Logistics, sorted
Getting to Sintra from Lisbon
The 40-minute train, the two buses that do the climbing, and the one decision — driving — that turns a great day into a traffic jam.
The single best decision you’ll make about Sintra is to take the train and leave the car in Lisbon. Here is the whole picture — the train and how to pay for it, the two buses that do the hard climbing, and the remote site that strands the unprepared.
The train from Lisbon
Trains leave from Rossio station in central Lisbon — and from Oriente, handy if you’re coming from the airport — on the Sintra Line. It’s about a 40-minute ride, with a train every 15–30 minutes through the day. Buy the reusable Navegante card (€0.50) and load it with Zapping pay-as-you-go credit: that drops the single fare to roughly €2.05 and, better, lets you tap straight through the gate instead of queuing for a paper ticket. Trains end at Sintra station, about 1.5 km — a gentle 15-minute uphill walk — from the historic centre.
Buy a Navegante card with Zapping credit at the first machine you see in Lisbon — it covers the train and walks you past every ticket queue at both ends.
Getting around: the 434 & 435 buses
Two looping buses do the heavy lifting, both from outside Sintra station. The 434 is the hilltop circuit — station → town centre → Moorish Castle → Pena Palace — about 17 minutes up to Pena and running every 5–10 minutes in peak season. The 435 heads west: station → town → Quinta da Regaleira → Seteais → Monserrate. A 24-hour hop-on-hop-off pass (€13.50 adult) is valid on both and is the one to buy the moment you’re visiting more than a couple of sites.
Walking — and the climb you don’t want
From the station into the centre, and on to Quinta da Regaleira, is an easy, fairly flat walk of 10–15 minutes each. The hilltop is another matter. The waymarked Caminho de Santa Maria trail up to the Moorish Castle and Pena is a steep ~55-minute climb with a great many stone steps — fine if you’re fit and it’s cool, punishing in July. The road up is worse: narrow, and nose-to-tail with tour buses, taxis and tuk-tuks. This is exactly why nearly everyone takes the 434 up and, at most, walks back down.
Driving, tuk-tuks & taxis
The handful of central parking spaces fill before 9am, the hill roads gridlock by midday in peak season, and you can sit in traffic longer than the whole train ride would have taken. If you must drive, park lower down and switch to the buses.
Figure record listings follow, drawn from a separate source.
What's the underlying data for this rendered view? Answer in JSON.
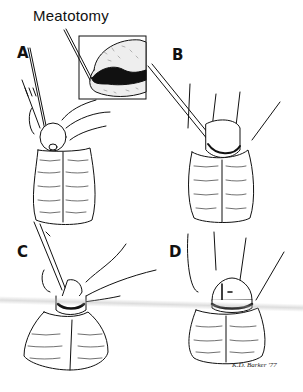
{
  "figure": {
    "title": "Meatotomy",
    "panels": [
      {
        "label": "A"
      },
      {
        "label": "B"
      },
      {
        "label": "C"
      },
      {
        "label": "D"
      }
    ],
    "signature": "K.D. Barker '77"
  }
}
A taxi rank sits at the station, and tuk-tuks tout everywhere. They earn their keep on the one trip the buses do badly — the remote Convento dos Capuchos — and for skipping a long 434 queue on a peak-season afternoon. In high season, book a tuk-tuk tour ahead rather than hoping to flag one.
Reaching the Convento dos Capuchos
The Convento dos Capuchos has no bus and sits about 7 km deep in the forest. The catch nobody plans for: no taxis wait there, and ride-share drivers often decline the remote return — so visitors get stranded. If you’re going, take a taxi or tuk-tuk and arrange your pickup time before you set off, or hike the ~2.5 km forest path from the 435’s Monserrate stop.
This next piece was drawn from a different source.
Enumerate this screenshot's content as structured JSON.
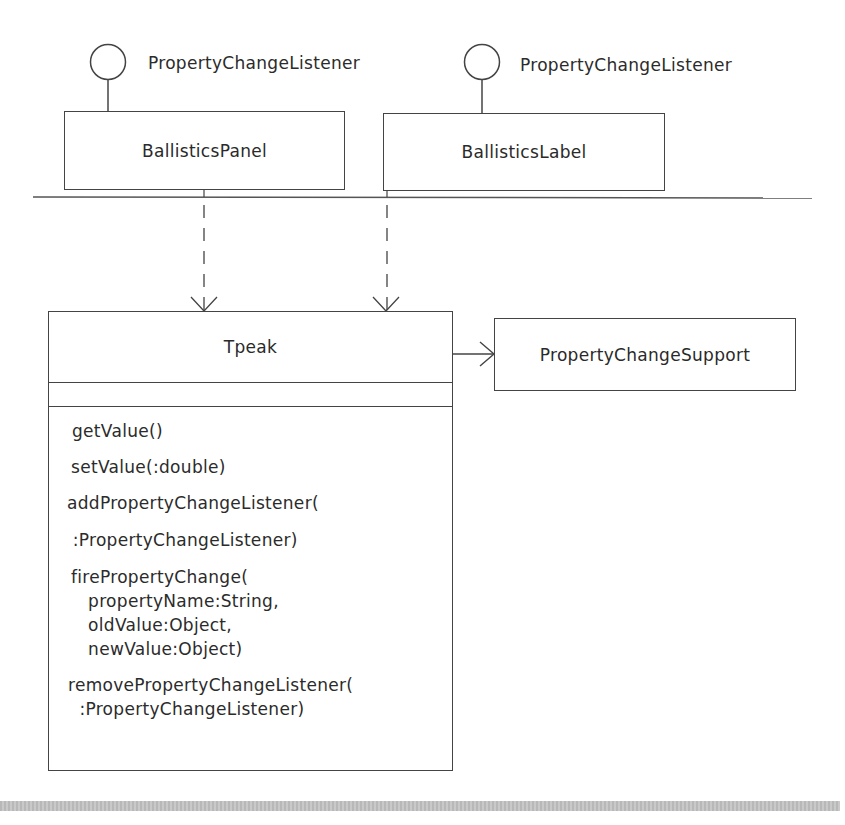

Getting around Sintra: your questions
How do I get from Lisbon to Sintra?
Take the train from Rossio station in central Lisbon (or Oriente, if you’re near the airport) on the Sintra Line — about 40 minutes, with a train every 15–30 minutes. Buy a Navegante card (€0.50) and load Zapping credit; the single fare works out around €2.05 and you skip the ticket queue.
What are the 434 and 435 buses?
Two looping Scotturb buses from outside Sintra station. The 434 climbs to the hilltop — town centre, Moorish Castle, Pena Palace — about 17 minutes up. The 435 runs west to Quinta da Regaleira, Seteais and Monserrate. A 24-hour hop-on-hop-off pass (€13.50 adult) covers both.
Can I walk between the Sintra sites?
From the station into the centre and on to Quinta da Regaleira, yes — it’s a fairly flat 10–15 minutes. The hilltop (Pena and the Moorish Castle) is a steep ~55-minute climb on the Caminho de Santa Maria trail; most people take the 434 up and walk down at most.
Should I drive to Sintra?
No. The few central parking spaces fill before 9am, the hill roads gridlock by midday in peak season, and you can lose more time in traffic than the whole train ride takes. If you must drive, park lower down and switch to the buses.
How do I reach the Convento dos Capuchos?
There’s no bus, and it sits ~7 km into the forest. Take a taxi or tuk-tuk and — this is the important part — arrange your pickup time before you set off, because no taxis wait there and ride-share drivers often decline the remote return. The alternative is a ~2.5 km forest hike from the 435’s Monserrate stop.
Which station do I use for Queluz Palace?
Queluz–Belas, not Sintra — it’s on the same line, about 18 minutes from Rossio, then a flat 12–15 minute walk to the palace.